FARGO, ND — About 40 wheat scouts assembled on the eve of the 2024 Hard Spring & Durum Wheat Tour were told they would likely see a large crop thanks to plentiful precipitation during the growing season to date. At the same time, some North Dakota wheat fields were likely to show signs of disease due to excessive moisture.

Scouts registered for the annual tour represent businesses across the wheat value chain, including growers, elevator operators, traders, millers and bakers, along with representatives from government, academia and the media. Tour participants include a mix of veteran wheat scouts and those participating for the first time.

Scouts took part in an orientation led by former miller Brian Walker of BW Consulting, who outlined the plan for the week. Ten vehicles with four scouts apiece were to set to depart Fargo early July 23 following one of six color coded routes across the southern tier of North Dakota. The purple route extends further south into northeast South Dakota. Approximately every 10 to 15 miles, scouts will stop at a wheat field, avoiding crops inside fences, those posted “no trespassing” and fields where growers have opted out according to a smartphone app designed for that purpose.

Once in a field, scouts will make a visual appraisal and take a series of measurements, including row spacing, plant height, heads per foot and spikelets per head. Once back in the vehicle, scouts will average their findings from across the field and plug the numbers into a formula devised by Duane Berglund, a North Dakota State University extension agronomist, to generate a bushels-per-acre yield estimate for the field. At the end of the day, each car will take a simple average of the fields visited that day, which then will be averaged across all cars and routes by tour statistician Rita Ott of General Mills, Minneapolis.

Because the tour follows established routes each year, year-over-year comparisons are made for each color-coded route and for each day of the tour.  The first day takes scouts from Fargo to Bismarck. Day 2 will see participants take six circuitous routes from Bismarck to Devil’s Lake. The final half-day will allow most participants to tour a flour mill during a break from measuring fields from Devil’s Lake back to Fargo, including some along the fertile Red River valley in western Minnesota. The full tour average will be calculated during the final crop discussion on July 25 at the Northern Crops Institute on the North Dakota State University campus.

The spring wheat tour in 2023 forecast an average yield of 47.4 bus per acre, which compared with 45 bpa as the Aug. 1, 2023, forecast from the USDA’s North Dakota Field Office and 48.5 as that office’s final average yield after harvest. The average spring wheat tour yield from the past 30 years (29 tours due to the pandemic-canceled 2020 tour) is 39.2 bpa, which compared with 38.6 bpa as the 30-year average Aug. 1 forecast from the USDA and 39 bpa as the 30-year average USDA final yield.

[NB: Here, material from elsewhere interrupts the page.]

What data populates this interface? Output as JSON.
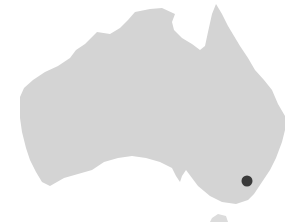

Expectations were that scouts could see a very large crop coming out of two consecutive drought years. The USDA on July 12 in its first survey-based estimate of the season for spring wheat forecast production of spring wheat other than durum in the United States this year at 578 million bus, up 14% from 505 million bus in 2023. If the forecast holds, the 2024 other spring wheat crop would be the largest since 588 million bus in 2020 and would compare favorably with 493 million bus as the recent five-year average outturn.

The tour is planned and presented by the Wheat Quality Council and its executive vice president, Dave Green.